Can a single ACT team within a larger CMHC get CARF accredited independently?

Yes. CARF's modular accreditation architecture allows a specific program or service to be accredited without accrediting the entire organization. An ACT team within a CMHC can pursue CARF ACT accreditation as a distinct program. However, CARF will assess whether the host organization's infrastructure — governance, financial management, HR systems, quality improvement framework — adequately supports the ACT team. Deficiencies at the organizational level that affect the ACT program's operations are in scope.

What is the difference between CARF ACT accreditation and a state ACT fidelity review?

State ACT fidelity reviews (using TMACT, DACTS, or SAMHSA's ACT Fidelity Scale) assess how closely a team implements the ACT evidence-based model — team structure, service delivery practices, and consumer-directed care. CARF accreditation assesses conformance with CARF's comprehensive quality standards, which encompass the structural ACT model elements AND organizational requirements for governance, policy, financial management, quality improvement, risk management, and human resources.

State fidelity reviews are typically conducted by state mental health authority staff or contracted reviewers and carry funding implications. CARF accreditation is a voluntary credential that carries payer contracting and credentialing implications. Programs need to satisfy both to be operationally well-positioned.

How does CARF accreditation benefit ACT programs beyond the credential itself?

Beyond the credential, CARF ACT accreditation produces four operational benefits:

  1. MCO network access — accreditation is an increasingly common credentialing requirement for Medicaid managed care network participation
  2. State funding protection — programs with CARF accreditation are better positioned in competitive funding environments and contract renewals
  3. Reduced state inspection burden — several states reduce monitoring frequency for CARF-accredited providers
  4. Operational infrastructure — the CARF preparation process produces a documented, systematized program with clear policies, training records, outcome tracking, and quality improvement loops that benefit operations regardless of survey outcome

Does CARF require ACT programs to discharge consumers who stabilize?

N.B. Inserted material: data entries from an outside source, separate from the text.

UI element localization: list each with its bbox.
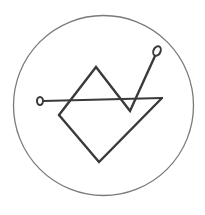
horizontal-line xyxy=(43,98,162,101)
sigil-drawing xyxy=(0,0,205,215)
sigil-lower-path xyxy=(59,98,162,162)
top-right-terminal-circle xyxy=(152,45,163,57)
sigil-upper-path xyxy=(59,56,155,115)
left-terminal-circle xyxy=(37,97,43,105)
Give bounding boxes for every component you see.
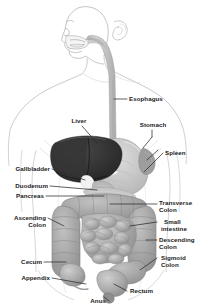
- label-pancreas: Pancreas: [4, 192, 44, 199]
- rectum-shape: [97, 270, 128, 297]
- label-stomach: Stomach: [133, 121, 173, 128]
- label-gallbladder: Gallbladder: [4, 165, 50, 172]
- label-transverse-colon-line2: Colon: [159, 206, 177, 213]
- label-rectum: Rectum: [130, 287, 153, 294]
- label-cecum: Cecum: [4, 258, 42, 265]
- label-appendix: Appendix: [4, 274, 50, 281]
- label-small-intestine-line2: intestine: [161, 225, 187, 232]
- spleen-shape: [139, 148, 155, 175]
- digestive-system-diagram: Esophagus Stomach Liver Spleen Gallbladd…: [0, 0, 211, 308]
- label-descending-colon-line2: Colon: [159, 243, 177, 250]
- label-anus: Anus: [68, 297, 106, 304]
- label-esophagus: Esophagus: [129, 95, 163, 102]
- label-liver: Liver: [62, 117, 96, 124]
- label-sigmoid-colon-line2: Colon: [161, 261, 179, 268]
- label-spleen: Spleen: [165, 149, 186, 156]
- label-duodenum: Duodenum: [4, 182, 48, 189]
- label-ascending-colon-line2: Colon: [2, 221, 46, 228]
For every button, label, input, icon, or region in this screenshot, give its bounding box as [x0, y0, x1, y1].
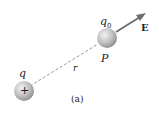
test-charge-subscript: 0 [107, 22, 111, 30]
field-vector-label: E [141, 23, 149, 33]
plus-sign-icon: + [20, 85, 29, 96]
field-arrow-shaft [116, 17, 140, 32]
distance-label: r [73, 64, 77, 73]
test-charge-sphere [97, 28, 117, 48]
test-charge-q: q [100, 15, 107, 28]
caption: (a) [71, 95, 83, 104]
test-charge-label: q0 [100, 16, 112, 30]
distance-line [30, 44, 98, 86]
point-p-label: P [101, 53, 108, 64]
source-charge-label: q [19, 68, 26, 79]
field-arrow-head [136, 13, 146, 21]
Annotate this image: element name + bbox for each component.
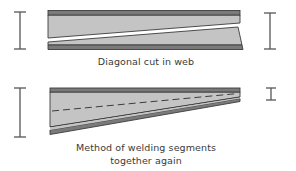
tapered-top-flange (50, 88, 240, 92)
welded-taper-panel (14, 88, 276, 137)
top-flange (48, 11, 240, 16)
right-shallow-i-section-symbol-icon (266, 88, 276, 100)
welding-caption-line-1: Method of welding segments (0, 141, 294, 154)
left-deep-i-section-symbol-icon (14, 88, 26, 137)
diagonal-cut-caption: Diagonal cut in web (0, 55, 294, 68)
right-i-section-symbol-icon (264, 13, 276, 49)
bottom-flange (48, 45, 243, 50)
welding-caption-line-2: together again (0, 154, 294, 167)
welding-method-caption: Method of welding segments together agai… (0, 141, 294, 167)
tapered-web (50, 92, 240, 127)
left-i-section-symbol-icon (14, 12, 26, 49)
diagonal-cut-panel (14, 11, 276, 50)
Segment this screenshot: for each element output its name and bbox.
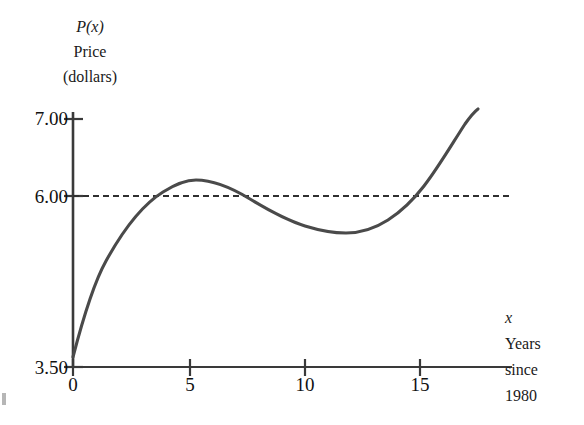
- x-tick-label-15: 15: [400, 373, 440, 396]
- x-tick-label-10: 10: [285, 373, 325, 396]
- y-axis-title-line-3: (dollars): [26, 64, 154, 89]
- x-axis-title-line-3: since: [505, 357, 581, 383]
- x-axis-title-line-2: Years: [505, 331, 581, 357]
- y-axis-title-line-2: Price: [26, 39, 154, 64]
- x-axis-title: x Years since 1980: [505, 305, 581, 409]
- figure-canvas: P(x) Price (dollars) x Years since 1980 …: [0, 0, 584, 425]
- y-axis-title-line-1: P(x): [26, 14, 154, 39]
- y-tick-label-700: 7.00: [8, 107, 68, 130]
- x-axis-title-line-1: x: [505, 305, 581, 331]
- x-axis-title-line-4: 1980: [505, 383, 581, 409]
- x-tick-label-5: 5: [170, 373, 210, 396]
- y-axis-title: P(x) Price (dollars): [26, 14, 154, 89]
- y-tick-label-600: 6.00: [8, 185, 68, 208]
- x-tick-label-0: 0: [53, 373, 93, 396]
- price-curve: [73, 109, 478, 357]
- page-edge-artifact: [2, 393, 6, 405]
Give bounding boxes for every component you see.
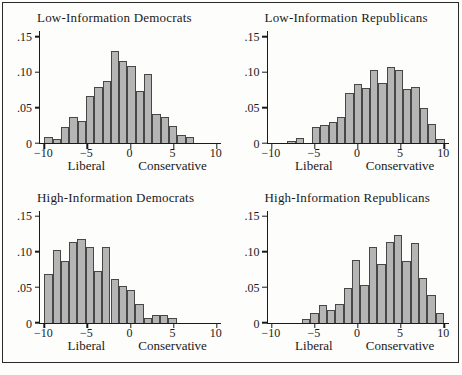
histogram-plot bbox=[39, 211, 221, 324]
x-tick-label: 0 bbox=[127, 327, 133, 339]
histogram-plot bbox=[39, 31, 221, 144]
histogram-bar bbox=[327, 310, 335, 322]
histogram-bar bbox=[403, 89, 411, 143]
y-axis-labels: 0.05.10.15 bbox=[13, 211, 39, 324]
x-tick-label: 10 bbox=[437, 327, 449, 339]
panel-title: High-Information Republicans bbox=[265, 190, 457, 206]
y-tick-mark bbox=[35, 36, 40, 37]
plot-row: 0.05.10.15 bbox=[241, 31, 457, 144]
panel-high-information-democrats: High-Information Democrats 0.05.10.15 −1… bbox=[3, 183, 231, 363]
x-caption-conservative: Conservative bbox=[138, 159, 207, 173]
y-tick-mark bbox=[35, 215, 40, 216]
x-tick-label: 0 bbox=[354, 147, 360, 159]
histogram-bar bbox=[177, 135, 185, 143]
histogram-plot bbox=[267, 211, 449, 324]
histogram-bar bbox=[378, 83, 386, 143]
histogram-bar bbox=[345, 93, 353, 143]
x-caption-liberal: Liberal bbox=[68, 159, 106, 173]
histogram-bar bbox=[420, 108, 428, 143]
histogram-bar bbox=[436, 313, 444, 322]
y-tick-mark bbox=[262, 71, 267, 72]
histogram-bar bbox=[419, 278, 427, 323]
x-tick-label: −10 bbox=[34, 327, 53, 339]
y-tick-label: .05 bbox=[17, 102, 32, 114]
y-tick-label: .05 bbox=[17, 282, 32, 294]
histogram-bar bbox=[337, 117, 345, 143]
histogram-bar bbox=[78, 121, 86, 143]
histogram-bar bbox=[387, 67, 395, 143]
histogram-bar bbox=[144, 318, 152, 322]
histogram-bar bbox=[360, 285, 368, 323]
histogram-bar bbox=[44, 274, 52, 322]
histogram-bar bbox=[310, 313, 318, 323]
histogram-bar bbox=[411, 243, 419, 322]
y-tick-label: .15 bbox=[17, 31, 32, 43]
histogram-bar bbox=[136, 91, 144, 143]
histogram-bar bbox=[428, 124, 436, 143]
x-axis-labels: −10−50510 bbox=[267, 144, 448, 159]
y-tick-label: .15 bbox=[245, 210, 260, 222]
x-caption-liberal: Liberal bbox=[295, 159, 333, 173]
histogram-bar bbox=[354, 84, 362, 143]
histogram-bar bbox=[102, 247, 110, 322]
histogram-bar bbox=[77, 239, 85, 323]
x-tick-label: −10 bbox=[34, 147, 53, 159]
histogram-bar bbox=[69, 242, 77, 322]
histogram-bar bbox=[111, 279, 119, 323]
plot-row: 0.05.10.15 bbox=[241, 211, 457, 324]
y-tick-mark bbox=[35, 71, 40, 72]
histogram-bar bbox=[111, 51, 119, 143]
x-tick-label: 10 bbox=[437, 147, 449, 159]
y-tick-label: .05 bbox=[245, 282, 260, 294]
panel-low-information-republicans: Low-Information Republicans 0.05.10.15 −… bbox=[231, 3, 459, 183]
y-tick-label: .05 bbox=[245, 102, 260, 114]
x-tick-label: −10 bbox=[261, 147, 280, 159]
histogram-bar bbox=[53, 139, 61, 143]
histogram-bar bbox=[119, 286, 127, 322]
y-axis-labels: 0.05.10.15 bbox=[241, 211, 267, 324]
panel-title: Low-Information Democrats bbox=[37, 10, 229, 26]
histogram-bar bbox=[152, 315, 160, 322]
y-tick-mark bbox=[262, 251, 267, 252]
y-tick-label: .10 bbox=[245, 66, 260, 78]
histogram-bar bbox=[402, 261, 410, 323]
histogram-bar bbox=[161, 117, 169, 143]
histogram-bar bbox=[119, 61, 127, 143]
histogram-bar bbox=[135, 304, 143, 322]
y-tick-label: .10 bbox=[17, 66, 32, 78]
histogram-bar bbox=[103, 81, 111, 143]
histogram-bar bbox=[395, 70, 403, 143]
histogram-bar bbox=[94, 271, 102, 322]
x-axis-captions: LiberalConservative bbox=[267, 159, 448, 175]
histogram-bar bbox=[319, 305, 327, 323]
y-tick-mark bbox=[35, 107, 40, 108]
plot-row: 0.05.10.15 bbox=[13, 31, 229, 144]
y-tick-label: .10 bbox=[17, 246, 32, 258]
histogram-bar bbox=[335, 304, 343, 322]
plot-row: 0.05.10.15 bbox=[13, 211, 229, 324]
histogram-bar bbox=[127, 66, 135, 143]
panel-title: Low-Information Republicans bbox=[265, 10, 457, 26]
histogram-bar bbox=[329, 122, 337, 143]
histogram-bar bbox=[94, 87, 102, 143]
histogram-bar bbox=[344, 288, 352, 323]
x-caption-conservative: Conservative bbox=[366, 159, 435, 173]
histogram-bar bbox=[144, 74, 152, 143]
y-tick-label: .15 bbox=[17, 210, 32, 222]
y-tick-mark bbox=[35, 286, 40, 287]
x-axis-labels: −10−50510 bbox=[267, 324, 448, 339]
histogram-bar bbox=[320, 125, 328, 143]
histogram-bar bbox=[296, 138, 304, 143]
x-axis-labels: −10−50510 bbox=[39, 324, 220, 339]
histogram-bar bbox=[86, 247, 94, 323]
histogram-bar bbox=[362, 88, 370, 143]
panel-high-information-republicans: High-Information Republicans 0.05.10.15 … bbox=[231, 183, 459, 363]
x-tick-label: 0 bbox=[127, 147, 133, 159]
histogram-bar bbox=[160, 315, 168, 322]
x-caption-liberal: Liberal bbox=[68, 339, 106, 353]
histogram-bar bbox=[152, 114, 160, 143]
histogram-plot bbox=[267, 31, 449, 144]
x-tick-label: 0 bbox=[354, 327, 360, 339]
histogram-bar bbox=[377, 264, 385, 323]
panel-low-information-democrats: Low-Information Democrats 0.05.10.15 −10… bbox=[3, 3, 231, 183]
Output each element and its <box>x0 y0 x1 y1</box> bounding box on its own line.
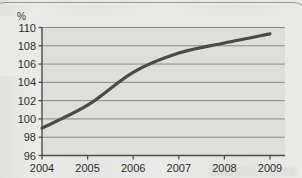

CARF requires that ACT programs have documented transition and discharge planning processes, including criteria for stepping consumers down to less-intensive services when clinically indicated. Programs that have never formally transitioned or discharged a consumer — regardless of how long they have been in ACT — raise a CARF red flag. The ACT model is designed for a dynamic caseload: consumers who achieve stability should transition to free capacity for higher-need individuals. CARF surveyors review transition planning documentation and look for evidence of an active, criteria-based process.

How does IHS prepare ACT programs for CARF survey?

IHS provides end-to-end CARF ACT accreditation consulting led personally by Thomas G. Goddard, JD, PhD — former URAC COO and General Counsel, with over 25 years of accreditation consulting experience. IHS's engagement sequence:

  1. Fidelity and gap assessment using available TMACT/DACTS data plus direct review of documentation and operations
  2. Structural remediation if team composition, ratios, or service delivery model require correction
  3. Policy and system build across all CARF-required domains
  4. MIC workflow implementation for Standard 2.A.12 compliance
  5. Mock survey using CARF's peer-review methodology — staff interviews, consumer record review, HR file audit
  6. Remediation support and final application review before submission

Questions Not Answered Here?

Schedule a no-obligation discovery session with Thomas G. Goddard, JD, PhD. IHS will assess your ACT program's readiness for CARF accreditation and answer questions specific to your program's situation.